Last season, I made 13 game "posters" over the course of the Gophers' season: basically, a piece of art for every game, parodying a video game and at times involving the opposing team. Goldy was the star of each. I felt better about some than I did others, but in general, I felt happy with this project.
By the time the season was over, I already had ideas for another set of posters for 2022. This time, each one would parody a famous album cover, or at least the cover of an album I hold in high regard. However, I was not mentally ready for such a project. I was tired. I wanted to go places and see friends. More than usual, I needed the offseason. And even when I wanted to think about football, I wanted to work on ideas for posts before another big art project. I completed nearly the whole set of regular season posters last year during the summer. This time, I got a few ideas written down, but by the time it was time to start writing previews, I didn't do any posters.
I still wanted to do a few this year, though. I decided not long after the New Mexico State game that I could make time to make some for the conference schedule. Probably not a poster for all nine, but at least one for each of the biggest handful of games. (Specifically, Illinois, Rutgers, and Northwestern are most iffy.) Whatever I'm able to work out — in addition to all the writing and data work I do for the actual football, I do have a "real" job, a social life, and the occasional wish to not devote every second of my free time to football-related thoughts.
The first appropriately big game on the schedule to deserve a poster is this week's matchup with Michigan State. The initial album cover idea involved matching the chronological order of each game on the schedule with a corresponding album within a given artist's career. So, for example, the New Mexico State game would be an artist's first LP, the Western Illinois game would be a different artist's second, and so on. I won't be sticking to that pattern for however many posters I make, but I will do so for this one. There were plenty of classic records to go with Game No. 4, but I settled on Talking Heads' Remain in Light.
And you may say to yourself: My God! What have I done? |
Now, Remain in Light's cover is more iconic and striking than it is pretty. My parody of it therefore contains no more beauty, and probably has less, considering the appearance of previous Goldy iterations. I decided to use different versions of Goldy in place of the band because it seemed more suitable than using different players, coaches, or Sparty. The bottom left Goldy, from the 1950s, is probably the one that most resembles the ground squirrel Goldy is based on, but he is hardly lovable. Other pictures, in counter-clockwise order, come from the 80s, 90s, and the current day. I desaturated the modern Goldy's photo and gave them all a maroon tint.
The style of the cover, being so primitive by today's design standards, is not that hard to replicate in any program with a square brush. (I used GIMP.) There wasn't an ideal letter in "Golden Gophers" to flip like the A's in "Talking Heads," so I just flipped the three A's in "at Michigan State" at the bottom. Because the text looks so small, it looks a bit like "vt Michigvn Stvte, which I accept.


* **Your goal**
Where does "interactable" occur in the listing? Copy every line that holds it.
########
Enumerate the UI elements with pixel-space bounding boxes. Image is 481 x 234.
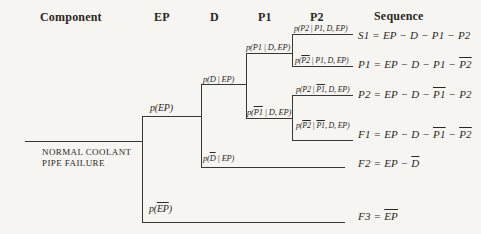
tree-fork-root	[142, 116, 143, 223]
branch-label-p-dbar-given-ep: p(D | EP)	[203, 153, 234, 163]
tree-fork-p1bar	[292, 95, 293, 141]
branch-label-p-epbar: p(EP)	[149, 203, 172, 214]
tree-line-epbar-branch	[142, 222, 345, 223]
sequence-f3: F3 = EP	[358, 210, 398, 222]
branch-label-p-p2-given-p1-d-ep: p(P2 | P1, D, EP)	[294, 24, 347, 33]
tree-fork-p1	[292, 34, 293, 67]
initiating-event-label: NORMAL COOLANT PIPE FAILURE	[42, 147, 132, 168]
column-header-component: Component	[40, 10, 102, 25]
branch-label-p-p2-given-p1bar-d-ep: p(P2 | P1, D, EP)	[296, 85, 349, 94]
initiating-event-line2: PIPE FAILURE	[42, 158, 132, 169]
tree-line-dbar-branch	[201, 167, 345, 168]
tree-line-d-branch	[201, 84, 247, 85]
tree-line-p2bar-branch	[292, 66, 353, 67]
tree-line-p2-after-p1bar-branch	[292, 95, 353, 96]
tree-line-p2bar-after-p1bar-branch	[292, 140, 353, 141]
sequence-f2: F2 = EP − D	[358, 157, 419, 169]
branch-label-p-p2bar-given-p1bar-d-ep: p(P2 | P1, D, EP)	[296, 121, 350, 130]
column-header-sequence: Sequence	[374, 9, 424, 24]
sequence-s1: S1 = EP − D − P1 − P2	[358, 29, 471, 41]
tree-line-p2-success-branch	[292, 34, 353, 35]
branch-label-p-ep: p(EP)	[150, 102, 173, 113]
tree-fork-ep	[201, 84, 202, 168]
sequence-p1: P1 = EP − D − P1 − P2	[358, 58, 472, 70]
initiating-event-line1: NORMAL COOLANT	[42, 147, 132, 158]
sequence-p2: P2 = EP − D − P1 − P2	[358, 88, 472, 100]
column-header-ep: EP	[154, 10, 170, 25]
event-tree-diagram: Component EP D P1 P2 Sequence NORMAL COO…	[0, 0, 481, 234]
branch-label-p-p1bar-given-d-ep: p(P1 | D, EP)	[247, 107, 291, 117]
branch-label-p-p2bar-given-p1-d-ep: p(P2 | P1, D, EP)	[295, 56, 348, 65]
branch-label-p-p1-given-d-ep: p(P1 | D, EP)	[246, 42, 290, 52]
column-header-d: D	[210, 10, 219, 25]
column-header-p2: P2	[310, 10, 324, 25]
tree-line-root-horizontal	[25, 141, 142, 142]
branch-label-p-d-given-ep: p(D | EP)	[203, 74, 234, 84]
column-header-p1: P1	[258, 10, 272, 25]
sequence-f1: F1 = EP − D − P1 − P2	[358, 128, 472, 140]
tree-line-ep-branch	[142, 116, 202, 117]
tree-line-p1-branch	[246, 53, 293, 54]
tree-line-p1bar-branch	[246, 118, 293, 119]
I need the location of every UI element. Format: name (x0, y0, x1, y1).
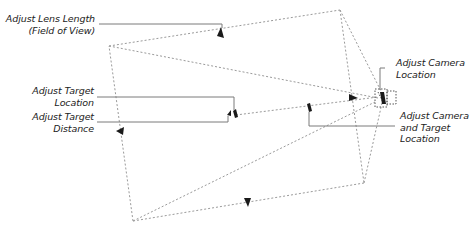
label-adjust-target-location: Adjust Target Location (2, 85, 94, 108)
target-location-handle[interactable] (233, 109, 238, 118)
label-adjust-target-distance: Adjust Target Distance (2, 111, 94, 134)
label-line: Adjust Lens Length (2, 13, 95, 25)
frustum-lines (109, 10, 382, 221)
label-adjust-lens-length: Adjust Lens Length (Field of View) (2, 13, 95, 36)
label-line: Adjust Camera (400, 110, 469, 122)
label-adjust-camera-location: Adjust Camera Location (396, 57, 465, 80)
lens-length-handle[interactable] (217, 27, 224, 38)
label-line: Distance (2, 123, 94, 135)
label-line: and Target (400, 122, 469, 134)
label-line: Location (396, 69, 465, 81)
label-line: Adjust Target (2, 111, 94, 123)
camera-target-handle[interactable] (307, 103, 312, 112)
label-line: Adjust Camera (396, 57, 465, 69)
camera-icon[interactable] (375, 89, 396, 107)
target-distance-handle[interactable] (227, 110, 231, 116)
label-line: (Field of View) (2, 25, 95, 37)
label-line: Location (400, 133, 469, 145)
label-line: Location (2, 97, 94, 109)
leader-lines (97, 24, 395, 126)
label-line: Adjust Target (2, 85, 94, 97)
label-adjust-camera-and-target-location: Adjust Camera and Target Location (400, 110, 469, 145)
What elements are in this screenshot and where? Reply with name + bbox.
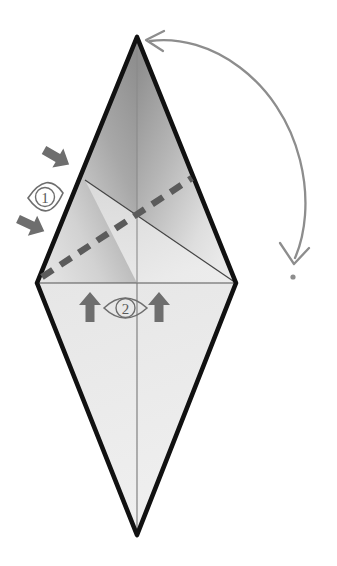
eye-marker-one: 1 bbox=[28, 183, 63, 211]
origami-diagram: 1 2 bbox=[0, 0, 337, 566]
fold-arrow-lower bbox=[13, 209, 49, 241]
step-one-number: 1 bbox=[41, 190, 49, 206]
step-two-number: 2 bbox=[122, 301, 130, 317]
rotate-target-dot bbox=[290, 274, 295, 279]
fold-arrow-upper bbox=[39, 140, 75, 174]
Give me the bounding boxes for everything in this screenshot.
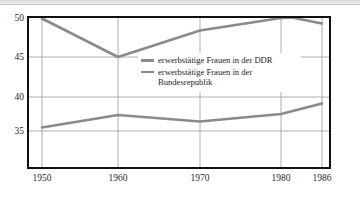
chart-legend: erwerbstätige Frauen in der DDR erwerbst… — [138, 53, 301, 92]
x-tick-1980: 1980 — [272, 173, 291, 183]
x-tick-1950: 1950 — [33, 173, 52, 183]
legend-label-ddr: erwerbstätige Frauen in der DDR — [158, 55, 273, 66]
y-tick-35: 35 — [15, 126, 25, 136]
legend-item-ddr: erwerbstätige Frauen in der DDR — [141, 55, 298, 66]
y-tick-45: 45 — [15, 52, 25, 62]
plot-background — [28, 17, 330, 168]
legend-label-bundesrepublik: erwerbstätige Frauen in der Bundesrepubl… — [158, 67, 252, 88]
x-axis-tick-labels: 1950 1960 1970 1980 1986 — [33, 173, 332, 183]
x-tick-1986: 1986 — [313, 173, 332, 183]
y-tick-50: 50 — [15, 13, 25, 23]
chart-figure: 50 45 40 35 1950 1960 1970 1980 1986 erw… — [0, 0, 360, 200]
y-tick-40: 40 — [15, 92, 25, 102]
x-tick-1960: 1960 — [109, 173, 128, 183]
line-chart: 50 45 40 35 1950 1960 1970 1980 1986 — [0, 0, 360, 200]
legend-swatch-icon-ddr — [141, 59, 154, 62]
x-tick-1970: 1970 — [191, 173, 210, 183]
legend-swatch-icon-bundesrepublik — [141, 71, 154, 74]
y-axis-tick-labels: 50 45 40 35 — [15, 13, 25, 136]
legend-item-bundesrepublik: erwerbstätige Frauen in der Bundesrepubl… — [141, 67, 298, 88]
########
* **Response box**
target-location-handle[interactable] (233, 109, 238, 118)
lens-length-handle[interactable] (217, 27, 224, 38)
camera-target-handle[interactable] (307, 103, 312, 112)
camera-icon[interactable] (375, 89, 396, 107)
target-distance-handle[interactable] (227, 110, 231, 116)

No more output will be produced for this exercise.